By Staff Reporter
WINDHOEK
City Drop, the capital’s first business-to-business marketing and promotions ‘knock and drop’ service, is expected to be launched today.
The initiative that targets Windhoek’s prolific SME market and the broader community will provide a creative and exciting vehicle to communicate with the relevant corporate world.
To bring the project to fruition, City Drop partnered with the already existing charity organisation ‘Men on the Side of the Road’ (MSR) whose mission is to assist in creating employment opportunities within the communities they operate.
City Drop will be providing approximately 35 new jobs, all of which come from a database of 800 job-seekers in Windhoek.
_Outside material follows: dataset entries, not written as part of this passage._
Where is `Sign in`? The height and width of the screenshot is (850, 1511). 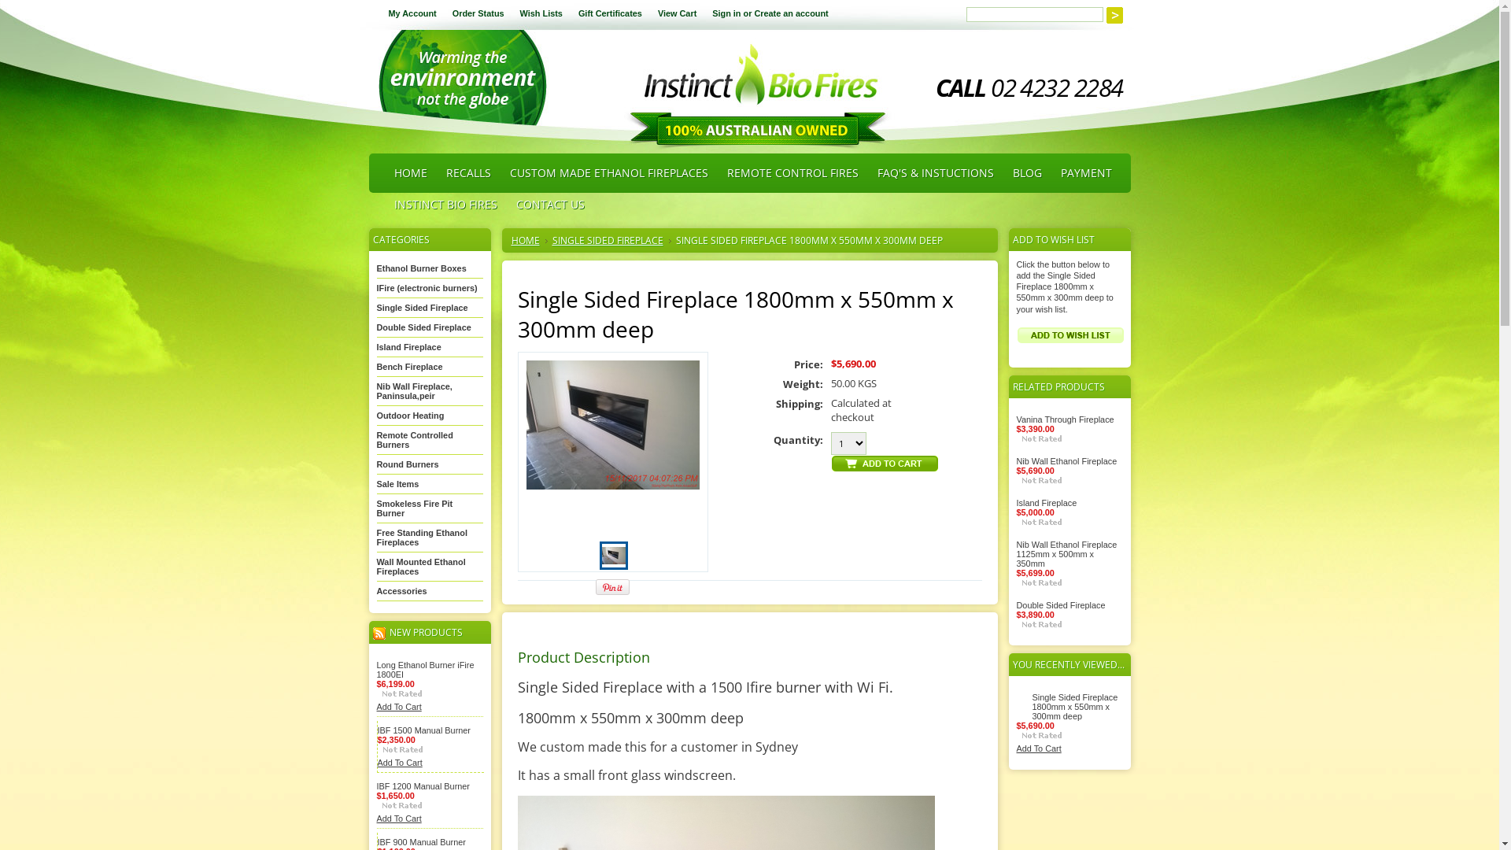 Sign in is located at coordinates (727, 13).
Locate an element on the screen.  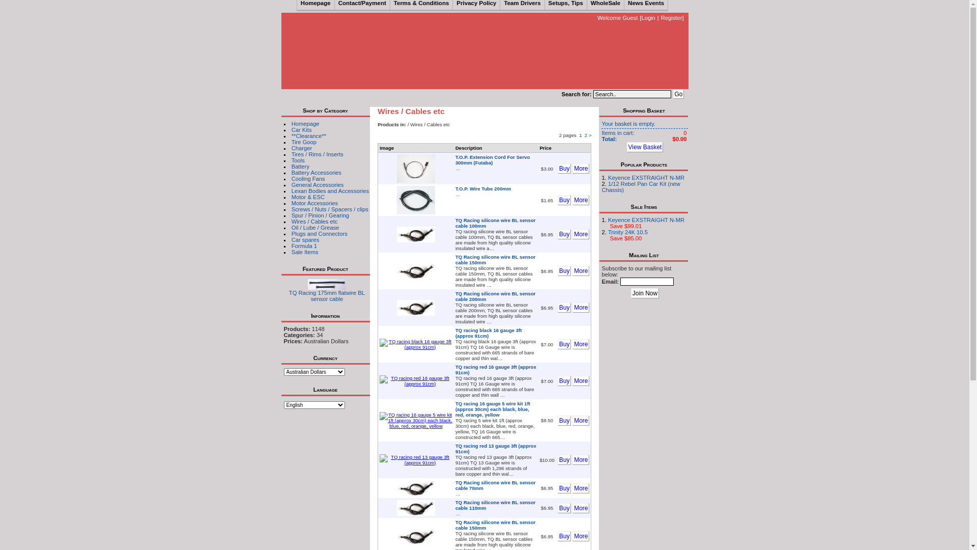
TQ Racing 175mm flatwire BL sensor cable is located at coordinates (327, 296).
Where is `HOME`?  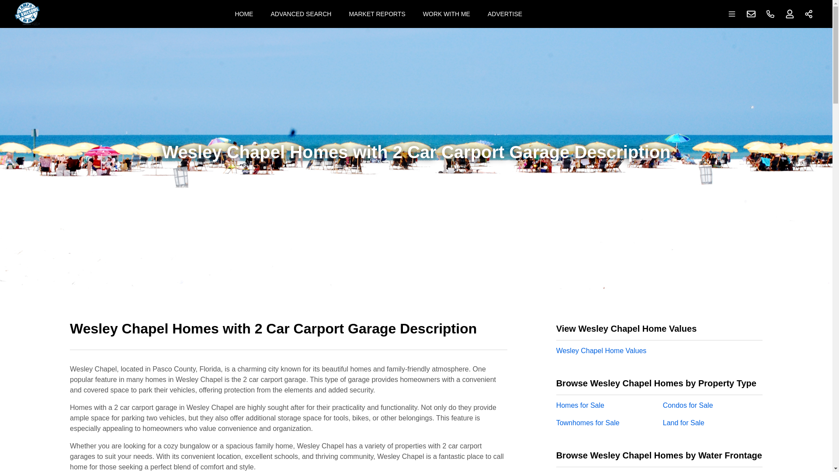 HOME is located at coordinates (244, 14).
The team will hit the CBD as from May 20, 2008, with their first job the ‘Business Digest’, Namibia’s largest (10 000 copies) business-to-business publication.
“After an incredibly successful entrance into the market in late 2007, we simply recognised an extraordinary opportunity, mostly because the success of the Business Digest forced us to think outside the box, in terms of ensuring that the publication will reach the target directly, thus improving the advertising impact,” Amos, one of the directors of City Drop explained,
Amos said: “With the Business Digest being City Drop’s first long term contract, we are delighted to work through a structured organisation, which protects the unemployed and pays a noticeable amount above minimum wage.”
Janet Wicks, head of MSR, said: “We are extremely delighted with this partnership, as it allows us to enter new avenues in terms of job creation, especially with the prospect of broadening our scope of employment.”
City Drop’s first round of deliveries will encompass the major business areas of Windhoek, including the Southern Industrial, Prosperita, some of the Windhoek West business area, the CBD and all the city malls and business centres in the suburbs.
“We simply recognised the opportunity and identified that there are limited channels available to communicate directly with business, especially with the highly lucrative and developing SME market as well as the corporate sector,” Gareth Amos pointed out.
He added that the vision is to have all businesses of all sizes recognise City Drop as a new and exceedingly effective channel for delivering highly targeted marketing and specialised communication messages directly to the business community in general.
“We have also planned to keep the same team employed by City Drop in an effort to gradually groom the trainees to be team leaders in terms of managing, co-ordinating and monitoring the drops,” he said.
Another aim for the future is to eventually extend City Drop to regions throughout Namibia, simultaneously helping to extend the MSR project, Jacques de Witt, also a director of City Drop, explained.
Distinctly noticeable by their uniforms of red and black and a distinctive brand and logo, the City Drop team will be available to carry out city ‘drops’ for businesses wishing to get their message directly into the hands of the business community, from June onwards, he said.